Rockwell was a founding member of the California Artists Radio Theatre. He played standard leads in a couple of anti-Communist-era features, including Republic's The Red Menace (1949), in which he is cast as a returning veteran of World War II, who is duped by communists.
In my radio drama, The Orangeburg Massacre, Rockwell played South Carolina attorney general Dan McLeod and the jury foreman.

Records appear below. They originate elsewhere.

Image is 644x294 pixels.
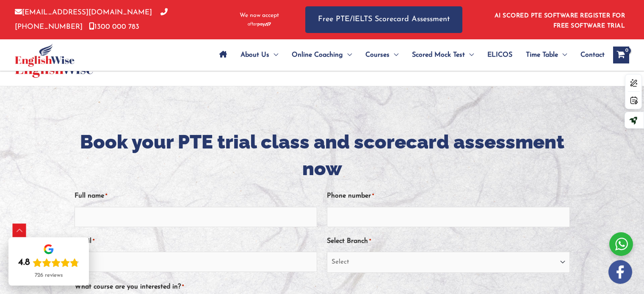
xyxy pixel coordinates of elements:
label: What course are you interested in? [74,280,184,294]
span: Time Table [526,40,558,70]
a: [EMAIL_ADDRESS][DOMAIN_NAME] [15,9,152,16]
a: Online CoachingMenu Toggle [285,40,358,70]
div: 4.8 [18,257,30,268]
a: Contact [574,40,604,70]
span: Contact [580,40,604,70]
span: About Us [240,40,269,70]
span: Menu Toggle [269,40,278,70]
label: Full name [74,189,107,203]
a: Free PTE/IELTS Scorecard Assessment [305,6,462,33]
a: CoursesMenu Toggle [358,40,405,70]
span: ELICOS [487,40,513,70]
a: Scored Mock TestMenu Toggle [405,40,480,70]
a: Time TableMenu Toggle [519,40,574,70]
nav: Site Navigation: Main Menu [213,40,604,70]
a: ELICOS [480,40,519,70]
label: Select Branch [327,234,371,248]
span: Menu Toggle [343,40,352,70]
h1: Book your PTE trial class and scorecard assessment now [74,129,570,182]
label: Phone number [327,189,374,203]
aside: Header Widget 1 [489,6,629,33]
a: About UsMenu Toggle [234,40,285,70]
a: View Shopping Cart, empty [613,46,629,63]
span: Online Coaching [292,40,343,70]
img: Afterpay-Logo [248,22,271,26]
div: 726 reviews [35,272,63,279]
span: Menu Toggle [558,40,567,70]
span: Menu Toggle [389,40,398,70]
span: We now accept [240,11,279,20]
img: white-facebook.png [608,260,632,284]
label: Email [74,234,94,248]
img: cropped-ew-logo [15,43,74,67]
a: [PHONE_NUMBER] [15,9,168,30]
span: Scored Mock Test [412,40,465,70]
a: AI SCORED PTE SOFTWARE REGISTER FOR FREE SOFTWARE TRIAL [494,13,625,29]
a: 1300 000 783 [89,23,139,30]
div: Rating: 4.8 out of 5 [18,257,79,268]
span: Menu Toggle [465,40,474,70]
span: Courses [365,40,389,70]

He was a pleasure to work with and a first rate professional.
Rockwell died in Malibu on January 25, 2003 at age 82 from cancer.
On this day in 2006 — 17 years ago — CBGB, the legendary New York punk club credited with discovering Patti Smith and Ramones, closed after a final gig by Smith herself.
Blondie and Talking Heads also found fame after performing at the club, which helped launch punk music.
The venue first opened in December, 1973. It’s full name CBGB OMFUG stands for "country, bluegrass, blues and other music for uplifting gormandizers."
Photo: New York Times
Photo by Richard Blair
The first draft card of the Vietnam War era was burned on this day in 1965 — 57 years ago.
It occurred in a demonstration staged by the student-run National Coordinating Committee to End the War in Vietnam.
These demonstrations drew 100,000 people in 40 cities across the country.
In New York, David Miller, a young Catholic pacifist, became the first U.S. war protestor to burn his draft card in direct violation of a recently passed law forbidding such acts.
Agents from the Federal Bureau of Investigation later arrested him. He was tried, found guilty and sentenced to two years imprisonment.